Upbeat opener `Guten Abend, Leute' is very much modelled on the popular electronic Kraftwerk era of the mid Seventies onwards, being a slightly kitsch slice of electronica full of dominant upfront reprising themes, pulsing beats, spacey synth swirls and robotic vocoder spoken-word recitations provided by Dorothea herself. The laid-back and easily pleasing `Deutscher Wald' blends sparkling electric piano notes with fuzzy caressing synth washes over light beats, and `Unter Tage' offers strident urgent themes and jangling sequenced beats, softly taking the piece a little closer to Tangerine Dream.

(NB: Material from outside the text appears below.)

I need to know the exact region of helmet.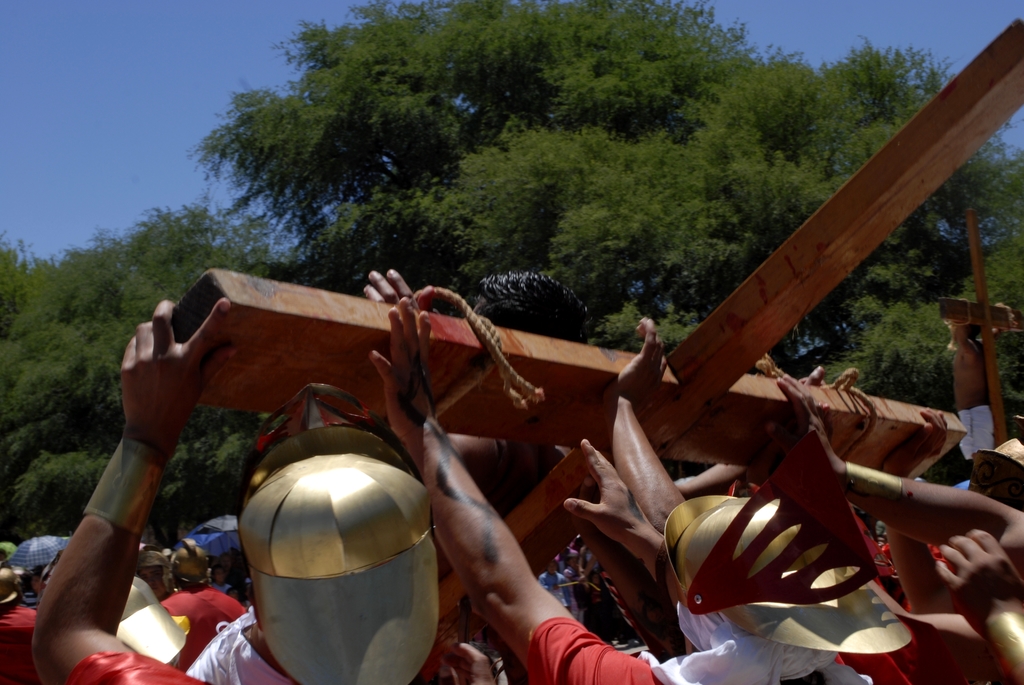
Region: (180,517,252,585).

`Auf Engelsflügeln's uplifting gliding synth waves and churning beats on side two almost take the piece into synth-pop territory, effortlessly coasting into a blissful vocoder spoken coda in the final moments, and almost heroic theme comes to life in `Intercity Rheingold' that could pass for one of the shorter soundtrack segments that Tangerine Dream delivered plenty of in the same decade. But for many listeners the near-ten minute closer `Der Grosse Atem' will impress most of all, a delicately solemn, enveloping and unhurried purer Berlin School work. Big on slowly evolving sonic atmospheres, chilly icy drones and eerie electronic shimmerings with just a touch of Jean-Michel Jarre's fizzing spacey caresses, it ultimately takes on a comforting Ashra-like serenity without ever coming close to vapid New Age music stylings (but an unwarranted and obtrusive glitch computer meltdown in the final seconds kills the mood!).

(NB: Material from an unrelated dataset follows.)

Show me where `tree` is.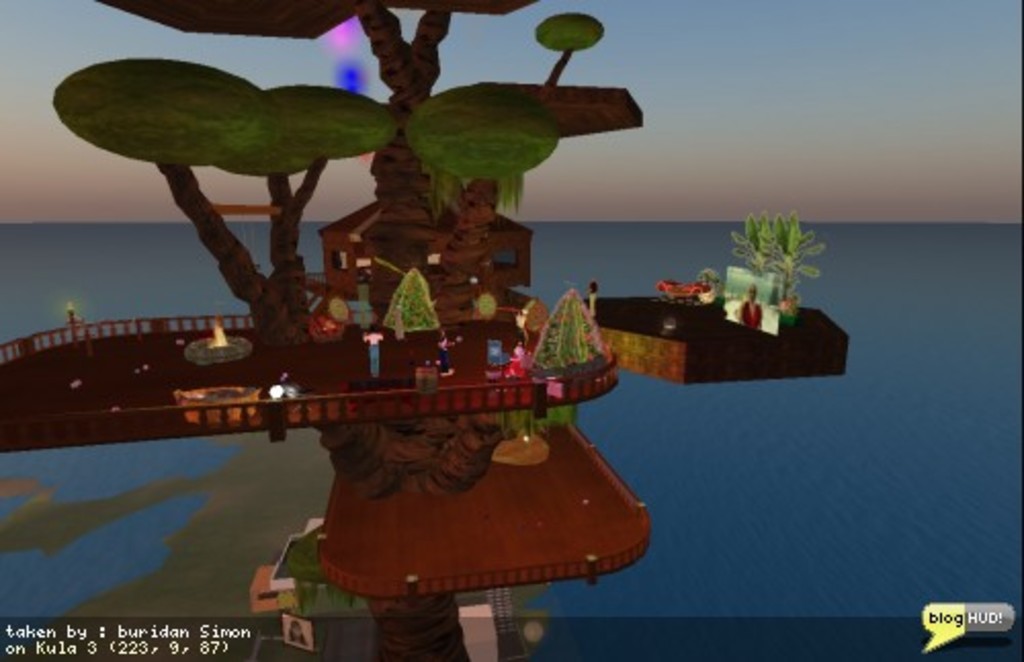
`tree` is at <bbox>213, 107, 387, 301</bbox>.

`Deutsche Wertarbeit' (aptly translated as `quality German workmanship'!) is hardly the most demanding or complex of German electronic works, and it's very likely that some followers of the heavier-going Berlin School acts and works will likely dismiss it as being throwaway or insubstantial. But close repeated listens uncover subtle depth and fascinating ideas buried beneath the misleadingly lightweight and effortlessly melodic surface, and it's a shame that Ms. Raukes didn't release any more solo efforts after this promising debut, as she was already revealing a distinctive and unique prog-electronic personality that would have potentially developed in even further interesting directions.

Three and a half stars for this charming album, rounded up to four, an interesting and worthy addition to vintage prog- electronic collections.